The science of data and analytics means that when a shopper calls, the customer service team sees a screen that outlines a customer’s purchase history. Of course, the customer service team still must solve issues as soon as possible to help with first call resolution (FCR). But once the team has a platform that offers access to a 360-degree view of shoppers, there are other ways to use it.

This is where the customer service team needs to take the data and analytics and translate that information into a relevant and personalized experience at every customer touch point. 

In other words, this is where the team takes the science and adds the art.

The art starts with a human-centric, design thinking approach supported by seasoned experts. At Sutherland, for example, there’s a team of world-renowned psychologists, anthropologists, ethnographers, interaction designers, documentary makers, software engineers and product managers. They use observation, interviews and ethnographic skills. 

The Result? 

Hands-on research, journey mapping, co-innovation workshops, and solutions testing. After analyzing and optimizing Sutherland’s own customer service unified desktop (which is customized for each retail client), this team trains the customer service staff to use enhanced customer information. That includes loyalty, engagement, channel preferences and analytically driven next best customer actions–all of which both delight customers and drive business outcomes.

“This is an important element that retailers need to consider right now–drawing information from disparate sources in order to generate insight to have a more proactive customer engagement strategy,” O’Brien says.

Perhaps a shopper calls a fashion retailer with an issue, for instance. Using predictive analytics based on historical customer data, the customer service agent might be able to identify the issue before the shopper does much explaining. In turn, this provides the type of in-store experience the customer expects.

That science helps with the standard conventional customer satisfaction metric (C-SAT). But that measure becomes less helpful as the standard of retail customer service becomes more differentiated. Today, after the customer’s issue is quickly resolved, the customer service agent needs to focus on a more important measure.

The agent must shift from science to art. 

Maybe the agent notices that the caller is a frequent shopper who often buys a certain clothing item. Because of that, the agent might offer a 20 percent discount on that clothing item and add it to the shopper’s cart, driving both loyalty and incremental sales.

In time, this will be done not only with humans, but will be automated across digital channels. And it will spark a better way to measure customer satisfaction via the Net Promoter Score (NPS). 

Revenue Growth

Customers become promoters when they appreciate the commitment shown by retailers. It makes shoppers so loyal; they spread the word to family and friends. And this loyalty should translate into increased purchases and shopping frequency.

Delivering that loyalty and, in turn, that revenue, requires retailers to combine science and art. Retailers must build customized strategies to grow and retain the right customers through rewards and incentives that are both non-monetary and monetary. And retailers can wisely decide which customers warrant an investment, how much to invest and what that investment should entail.

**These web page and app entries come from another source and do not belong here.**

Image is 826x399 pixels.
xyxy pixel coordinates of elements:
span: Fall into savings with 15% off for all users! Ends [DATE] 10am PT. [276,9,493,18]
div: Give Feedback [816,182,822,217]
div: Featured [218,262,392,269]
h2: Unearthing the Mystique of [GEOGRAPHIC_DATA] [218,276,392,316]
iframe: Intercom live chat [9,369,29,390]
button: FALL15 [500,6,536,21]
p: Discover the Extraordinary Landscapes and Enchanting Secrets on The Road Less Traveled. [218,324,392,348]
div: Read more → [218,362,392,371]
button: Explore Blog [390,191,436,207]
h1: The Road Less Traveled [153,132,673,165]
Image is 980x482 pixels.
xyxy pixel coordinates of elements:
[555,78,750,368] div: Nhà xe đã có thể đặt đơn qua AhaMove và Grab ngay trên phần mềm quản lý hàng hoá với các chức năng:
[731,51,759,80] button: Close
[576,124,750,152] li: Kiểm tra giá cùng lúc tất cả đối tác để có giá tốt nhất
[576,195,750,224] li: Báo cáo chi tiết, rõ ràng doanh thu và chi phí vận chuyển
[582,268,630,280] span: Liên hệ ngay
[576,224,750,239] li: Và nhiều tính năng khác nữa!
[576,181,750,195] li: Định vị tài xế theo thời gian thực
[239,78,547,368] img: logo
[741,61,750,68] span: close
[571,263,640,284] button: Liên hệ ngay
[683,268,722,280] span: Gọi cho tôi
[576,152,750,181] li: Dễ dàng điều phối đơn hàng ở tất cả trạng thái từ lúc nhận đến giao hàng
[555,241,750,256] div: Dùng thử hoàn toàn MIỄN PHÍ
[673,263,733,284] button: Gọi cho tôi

Consider what we found for one retailer:

• Pushing just 6 percent of its “engaged customers” to become “very engaged” would cause total revenue to jump by more than 5 percent.
• Preventing only 5 percent of its “very engaged customers” from lapsing would avoid a loss of 1.5 percent of the total revenue.
• Improving customer satisfaction for as many as 1.5 million shoppers would spur $7 million in incremental annual revenue.

The results of those efforts then get added to the next batch of data. That leads to updated science that will also fuel better art.

Combining complex data and analytics with design thinking can be hard, so the key is finding the right partner and the right processes to make this transformation easy.

That’s how you meet the challenge of satisfying the rising expectations of today’s customers. That’s how you meet the challenge of preventing your customers from fleeing to online-only sites.